Does Everyone Go to Heaven?

Speaker: Dr. Harold J. Sala | Series: Guidelines For Living

In my Father’s house are many mansions: if it were not so, I would have told you…  John 14:2, KJV

 

If you were to describe the most beautiful place in the world, what would you select?  The Dolomites in Italy or the Swiss Alps?  Butchart Gardens in Victoria, British Columbia, a garden of incredible beauty?  Perhaps you would describe a beach in the Philippines, or the peak of a sunset over rolling fields of grain.  James Michener described the South Sea island of Bora Bora as the most beautiful place in the world.  To single out the most beautiful place in the world would be tough, right?

When my wife and I visited Keukenhof Gardens in Holland, the tulips were at their peak, and I would have to rate that as one of the most beautiful places I have ever seen.  The 24 major distributors of tulip bulbs in the Netherlands join together in designing a garden containing more than 6 million tulips in a pattern of indescribable beauty.  In this garden, which is open to the public for only eight weeks of the year, there are tulips as large as a man’s hand in shades of salmon, flaming red, deep purple, and yellow with varieties that mix all of these as indiscriminately as a small child would his water colors.

OK, there are some beautiful places in our world, right? We agree, but–and are you ready for this–the most beautiful spot in the world pales in comparison to the beauty which I expect to find in heaven at the end of my life.  Why?  Well, for a start, take your Bible and read Revelation 21 and 22, the last two chapters in the Bible, which tell of streets of gold and gates of pearl, and jewels which are considered so precious and expensive that jewelers keep them in steel vaults with alarm systems and armed guards protecting them.  “But,” you say, “that’s hard to understand because I’ve never seen anything like so much gold you could pave the street with it, or diamonds large enough that you don’t need a magnifying glass to see them.”

Right!  I understand that.  John, in writing about this, also knew that it would be hard for us to comprehend, so he began to explain what is not going to be in heaven.  For example, if you told an Eskimo about the tropics which he had never seen, it might be hard for him to understand.  But if you told him that in the tropics you are never cold, you never have to shovel snow, you never have to worry about ice, he could begin to understand.

What won’t be in heaven?  No hypodermic needles or antibiotics.  No cemeteries or funeral plots called “Babyland,” such as I saw some time ago.  In heaven, there will be no death or dying, no good-byes.  Flowers will not fade and die, and rivers will not freeze.

Thomas Edison, the inventor of the incandescent bulb, was never one to waste words.  When he lay dying, his wife and doctor leaned over to catch his last words.  With a smile, he clearly and distinctly said, “It is very beautiful over there.”

The place which Christ went to prepare is beautiful beyond description, but the Bible never suggests that everyone goes there at the end of his or her life; that if you simply do the best you can, when you die God will let you into His heaven.  The same book that tells of heaven also speaks of a place of torment which has been prepared “for the devil and his angels” (Matthew 25:41).  There can be no heaven without a hell.  In the same passage which talks of heaven’s beauty, Jesus said, “I am the way and the truth and the life.  No one comes to the Father except through me” (John 14:6). He is the bridge which leads to heaven’s door.  Make sure you know the way.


=== Problem description ===
From the line containing "Zero in on 'clothing'." to the end of the entries, return every line exactly, both ends included, and add nothing.
%%
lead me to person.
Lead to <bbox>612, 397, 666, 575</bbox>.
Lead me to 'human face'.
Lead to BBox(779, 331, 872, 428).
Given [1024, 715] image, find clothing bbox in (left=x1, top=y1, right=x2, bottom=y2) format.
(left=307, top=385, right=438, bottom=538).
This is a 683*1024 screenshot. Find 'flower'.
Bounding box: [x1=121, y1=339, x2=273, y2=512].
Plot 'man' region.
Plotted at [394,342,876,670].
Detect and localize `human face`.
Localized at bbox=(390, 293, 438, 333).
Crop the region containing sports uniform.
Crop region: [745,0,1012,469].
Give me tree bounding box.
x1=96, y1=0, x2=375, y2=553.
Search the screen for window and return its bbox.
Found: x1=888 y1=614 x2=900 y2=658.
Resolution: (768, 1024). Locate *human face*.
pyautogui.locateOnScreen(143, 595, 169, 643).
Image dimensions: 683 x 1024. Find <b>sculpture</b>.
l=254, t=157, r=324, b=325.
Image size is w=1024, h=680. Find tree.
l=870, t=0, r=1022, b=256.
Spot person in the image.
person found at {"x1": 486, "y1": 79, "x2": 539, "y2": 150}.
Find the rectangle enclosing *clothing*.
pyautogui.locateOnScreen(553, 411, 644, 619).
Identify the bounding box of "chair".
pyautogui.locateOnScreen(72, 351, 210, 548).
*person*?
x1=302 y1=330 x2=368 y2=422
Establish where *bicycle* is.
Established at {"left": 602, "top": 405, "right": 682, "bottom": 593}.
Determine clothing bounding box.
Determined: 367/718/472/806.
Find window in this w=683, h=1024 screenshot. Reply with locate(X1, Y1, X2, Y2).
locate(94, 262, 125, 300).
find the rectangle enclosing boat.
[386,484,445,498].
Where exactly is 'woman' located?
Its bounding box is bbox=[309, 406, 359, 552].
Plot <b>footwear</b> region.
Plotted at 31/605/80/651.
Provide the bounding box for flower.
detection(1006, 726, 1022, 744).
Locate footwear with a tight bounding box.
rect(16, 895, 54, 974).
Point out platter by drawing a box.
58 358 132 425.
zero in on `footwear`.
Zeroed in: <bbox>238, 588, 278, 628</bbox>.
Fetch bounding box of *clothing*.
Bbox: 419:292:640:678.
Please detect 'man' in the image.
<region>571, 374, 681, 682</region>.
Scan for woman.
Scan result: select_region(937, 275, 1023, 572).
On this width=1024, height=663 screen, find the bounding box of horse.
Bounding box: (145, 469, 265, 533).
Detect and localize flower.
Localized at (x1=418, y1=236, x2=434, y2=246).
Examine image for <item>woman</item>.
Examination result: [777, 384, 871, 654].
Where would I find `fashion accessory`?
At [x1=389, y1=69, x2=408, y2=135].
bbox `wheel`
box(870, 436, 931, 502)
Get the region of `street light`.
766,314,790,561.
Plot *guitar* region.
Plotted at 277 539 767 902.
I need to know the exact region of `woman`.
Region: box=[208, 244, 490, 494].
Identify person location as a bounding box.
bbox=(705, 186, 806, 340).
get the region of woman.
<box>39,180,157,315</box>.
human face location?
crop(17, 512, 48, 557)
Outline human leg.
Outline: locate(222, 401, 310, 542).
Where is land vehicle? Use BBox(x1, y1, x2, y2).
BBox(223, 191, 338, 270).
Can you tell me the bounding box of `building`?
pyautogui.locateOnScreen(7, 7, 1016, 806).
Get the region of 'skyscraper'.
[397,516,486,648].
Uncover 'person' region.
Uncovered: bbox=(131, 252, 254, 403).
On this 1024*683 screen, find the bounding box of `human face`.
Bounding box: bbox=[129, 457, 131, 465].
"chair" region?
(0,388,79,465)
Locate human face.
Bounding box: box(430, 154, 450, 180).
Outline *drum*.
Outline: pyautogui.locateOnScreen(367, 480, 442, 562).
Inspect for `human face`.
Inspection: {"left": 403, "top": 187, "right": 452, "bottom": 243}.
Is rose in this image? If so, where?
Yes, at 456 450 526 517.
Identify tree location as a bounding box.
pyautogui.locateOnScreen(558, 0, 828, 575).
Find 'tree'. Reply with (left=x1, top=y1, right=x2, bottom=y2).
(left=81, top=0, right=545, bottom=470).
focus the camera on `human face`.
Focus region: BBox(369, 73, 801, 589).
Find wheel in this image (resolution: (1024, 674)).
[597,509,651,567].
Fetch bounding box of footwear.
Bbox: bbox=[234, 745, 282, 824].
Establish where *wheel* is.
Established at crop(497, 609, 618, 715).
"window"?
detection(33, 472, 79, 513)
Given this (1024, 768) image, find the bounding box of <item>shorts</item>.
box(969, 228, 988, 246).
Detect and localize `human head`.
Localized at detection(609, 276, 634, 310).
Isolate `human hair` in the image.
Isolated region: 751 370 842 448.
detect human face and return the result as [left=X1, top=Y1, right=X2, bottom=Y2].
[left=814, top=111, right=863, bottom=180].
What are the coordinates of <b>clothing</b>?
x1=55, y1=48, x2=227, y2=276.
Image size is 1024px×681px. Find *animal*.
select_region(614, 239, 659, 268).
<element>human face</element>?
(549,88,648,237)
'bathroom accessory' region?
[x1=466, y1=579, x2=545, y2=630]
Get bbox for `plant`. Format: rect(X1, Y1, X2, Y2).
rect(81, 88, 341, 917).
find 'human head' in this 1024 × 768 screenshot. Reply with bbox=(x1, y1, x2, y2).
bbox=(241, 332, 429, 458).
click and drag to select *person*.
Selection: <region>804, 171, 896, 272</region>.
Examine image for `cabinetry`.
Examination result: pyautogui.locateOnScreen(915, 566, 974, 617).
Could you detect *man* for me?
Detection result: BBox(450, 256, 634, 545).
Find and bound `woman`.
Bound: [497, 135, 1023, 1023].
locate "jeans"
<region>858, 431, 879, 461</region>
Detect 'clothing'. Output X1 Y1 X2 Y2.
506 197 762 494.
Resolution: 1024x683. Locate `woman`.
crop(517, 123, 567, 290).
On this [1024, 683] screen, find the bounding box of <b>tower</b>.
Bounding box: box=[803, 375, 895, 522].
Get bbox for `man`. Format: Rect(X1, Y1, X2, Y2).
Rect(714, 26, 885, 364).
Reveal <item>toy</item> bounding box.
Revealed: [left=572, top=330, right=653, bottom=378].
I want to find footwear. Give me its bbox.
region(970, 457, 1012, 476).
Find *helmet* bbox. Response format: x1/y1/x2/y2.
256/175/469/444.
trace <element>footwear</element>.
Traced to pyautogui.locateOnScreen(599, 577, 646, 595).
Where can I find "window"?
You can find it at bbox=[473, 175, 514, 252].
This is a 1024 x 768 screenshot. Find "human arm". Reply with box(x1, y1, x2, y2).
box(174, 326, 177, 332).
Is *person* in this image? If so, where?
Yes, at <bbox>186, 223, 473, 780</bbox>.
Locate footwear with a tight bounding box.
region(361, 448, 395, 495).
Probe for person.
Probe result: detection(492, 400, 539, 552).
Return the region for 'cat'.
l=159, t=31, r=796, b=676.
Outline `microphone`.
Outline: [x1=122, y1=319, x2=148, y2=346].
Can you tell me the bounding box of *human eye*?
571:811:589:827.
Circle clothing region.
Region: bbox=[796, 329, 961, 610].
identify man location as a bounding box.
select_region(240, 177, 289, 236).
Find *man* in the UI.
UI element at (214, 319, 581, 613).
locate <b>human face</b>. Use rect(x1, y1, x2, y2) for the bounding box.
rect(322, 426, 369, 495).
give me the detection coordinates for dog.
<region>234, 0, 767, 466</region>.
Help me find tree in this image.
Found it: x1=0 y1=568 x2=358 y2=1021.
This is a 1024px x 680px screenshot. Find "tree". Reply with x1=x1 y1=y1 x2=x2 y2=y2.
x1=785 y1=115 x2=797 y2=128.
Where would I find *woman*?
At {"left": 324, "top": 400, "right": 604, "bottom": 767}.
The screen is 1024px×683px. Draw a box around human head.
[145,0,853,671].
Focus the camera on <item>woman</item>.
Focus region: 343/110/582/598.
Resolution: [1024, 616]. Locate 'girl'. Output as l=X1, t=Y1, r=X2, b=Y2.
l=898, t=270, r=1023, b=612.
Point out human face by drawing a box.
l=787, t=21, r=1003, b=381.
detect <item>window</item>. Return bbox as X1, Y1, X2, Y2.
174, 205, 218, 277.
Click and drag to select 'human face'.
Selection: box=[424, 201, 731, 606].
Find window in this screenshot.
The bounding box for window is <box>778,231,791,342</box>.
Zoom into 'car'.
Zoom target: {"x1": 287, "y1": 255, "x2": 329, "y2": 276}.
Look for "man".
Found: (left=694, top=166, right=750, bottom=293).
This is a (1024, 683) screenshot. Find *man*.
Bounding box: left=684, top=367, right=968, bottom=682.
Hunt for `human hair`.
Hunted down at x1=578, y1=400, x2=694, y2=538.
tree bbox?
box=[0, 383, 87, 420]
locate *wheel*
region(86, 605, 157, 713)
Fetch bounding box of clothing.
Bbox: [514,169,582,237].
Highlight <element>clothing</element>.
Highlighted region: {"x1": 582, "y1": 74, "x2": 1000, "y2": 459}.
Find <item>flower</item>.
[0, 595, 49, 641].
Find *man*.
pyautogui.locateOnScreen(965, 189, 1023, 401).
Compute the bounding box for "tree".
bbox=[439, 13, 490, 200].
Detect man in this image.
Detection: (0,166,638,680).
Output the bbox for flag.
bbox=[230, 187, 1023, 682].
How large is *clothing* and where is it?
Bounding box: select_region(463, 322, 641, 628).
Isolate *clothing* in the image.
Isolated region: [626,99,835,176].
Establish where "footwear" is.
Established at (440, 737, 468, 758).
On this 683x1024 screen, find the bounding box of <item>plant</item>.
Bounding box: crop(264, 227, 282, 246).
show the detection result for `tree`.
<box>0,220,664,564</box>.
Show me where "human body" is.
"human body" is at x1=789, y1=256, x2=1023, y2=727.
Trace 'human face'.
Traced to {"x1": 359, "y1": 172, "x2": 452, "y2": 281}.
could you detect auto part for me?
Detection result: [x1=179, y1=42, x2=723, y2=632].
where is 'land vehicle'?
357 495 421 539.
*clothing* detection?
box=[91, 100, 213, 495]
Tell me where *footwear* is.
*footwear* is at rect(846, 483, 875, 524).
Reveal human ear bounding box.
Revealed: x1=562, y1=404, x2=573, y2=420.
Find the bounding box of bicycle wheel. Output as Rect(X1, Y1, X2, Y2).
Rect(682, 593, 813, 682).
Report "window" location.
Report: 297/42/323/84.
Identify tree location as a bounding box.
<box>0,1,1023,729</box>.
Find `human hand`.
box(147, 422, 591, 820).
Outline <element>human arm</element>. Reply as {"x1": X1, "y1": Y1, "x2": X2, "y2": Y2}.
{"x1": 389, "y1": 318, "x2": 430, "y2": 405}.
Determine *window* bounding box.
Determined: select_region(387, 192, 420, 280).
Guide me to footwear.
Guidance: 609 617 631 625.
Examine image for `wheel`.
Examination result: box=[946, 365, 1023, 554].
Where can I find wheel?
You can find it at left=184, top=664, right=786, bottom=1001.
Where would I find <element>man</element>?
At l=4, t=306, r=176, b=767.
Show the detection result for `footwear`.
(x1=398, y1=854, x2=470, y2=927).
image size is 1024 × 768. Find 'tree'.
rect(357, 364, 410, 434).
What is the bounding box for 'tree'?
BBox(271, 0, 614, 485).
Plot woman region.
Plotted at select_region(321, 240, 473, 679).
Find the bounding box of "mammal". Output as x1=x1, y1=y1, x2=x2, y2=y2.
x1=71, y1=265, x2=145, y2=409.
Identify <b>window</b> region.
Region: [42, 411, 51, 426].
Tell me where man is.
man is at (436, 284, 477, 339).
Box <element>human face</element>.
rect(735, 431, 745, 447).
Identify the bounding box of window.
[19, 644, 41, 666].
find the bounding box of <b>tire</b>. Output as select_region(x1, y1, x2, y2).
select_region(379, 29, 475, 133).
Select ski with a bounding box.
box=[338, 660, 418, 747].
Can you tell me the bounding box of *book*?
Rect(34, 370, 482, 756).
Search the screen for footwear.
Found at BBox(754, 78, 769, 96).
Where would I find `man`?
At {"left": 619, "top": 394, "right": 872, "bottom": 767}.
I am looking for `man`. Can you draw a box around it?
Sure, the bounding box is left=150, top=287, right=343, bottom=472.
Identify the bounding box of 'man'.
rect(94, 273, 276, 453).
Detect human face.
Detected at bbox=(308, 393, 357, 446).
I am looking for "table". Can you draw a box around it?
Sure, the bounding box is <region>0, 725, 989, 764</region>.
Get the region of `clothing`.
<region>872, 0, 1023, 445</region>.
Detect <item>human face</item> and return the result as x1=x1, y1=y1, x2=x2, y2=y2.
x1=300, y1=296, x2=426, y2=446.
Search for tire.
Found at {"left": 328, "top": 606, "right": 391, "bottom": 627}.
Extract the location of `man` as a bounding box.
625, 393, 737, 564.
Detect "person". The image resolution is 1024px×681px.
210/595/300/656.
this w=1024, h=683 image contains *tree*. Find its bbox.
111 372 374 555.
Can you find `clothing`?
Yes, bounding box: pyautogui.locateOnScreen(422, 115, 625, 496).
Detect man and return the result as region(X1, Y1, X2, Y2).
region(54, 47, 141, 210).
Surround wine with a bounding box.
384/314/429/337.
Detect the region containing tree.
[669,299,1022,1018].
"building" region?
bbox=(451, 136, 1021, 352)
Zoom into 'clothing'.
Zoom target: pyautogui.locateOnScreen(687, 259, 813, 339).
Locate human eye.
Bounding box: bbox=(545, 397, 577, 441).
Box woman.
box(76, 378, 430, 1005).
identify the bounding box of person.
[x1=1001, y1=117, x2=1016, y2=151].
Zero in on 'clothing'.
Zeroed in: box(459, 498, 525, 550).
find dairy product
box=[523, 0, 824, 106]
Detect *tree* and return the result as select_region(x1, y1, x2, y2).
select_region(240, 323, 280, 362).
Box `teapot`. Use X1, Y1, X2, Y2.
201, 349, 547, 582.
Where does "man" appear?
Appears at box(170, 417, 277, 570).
%%
=== Answer space ===
Zero in on 'clothing'.
Zeroed in: box(459, 498, 525, 550).
find dairy product
box=[523, 0, 824, 106]
Detect *tree* and return the result as select_region(x1, y1, x2, y2).
select_region(240, 323, 280, 362).
Box `teapot`. Use X1, Y1, X2, Y2.
201, 349, 547, 582.
Where does "man" appear?
Appears at box(170, 417, 277, 570).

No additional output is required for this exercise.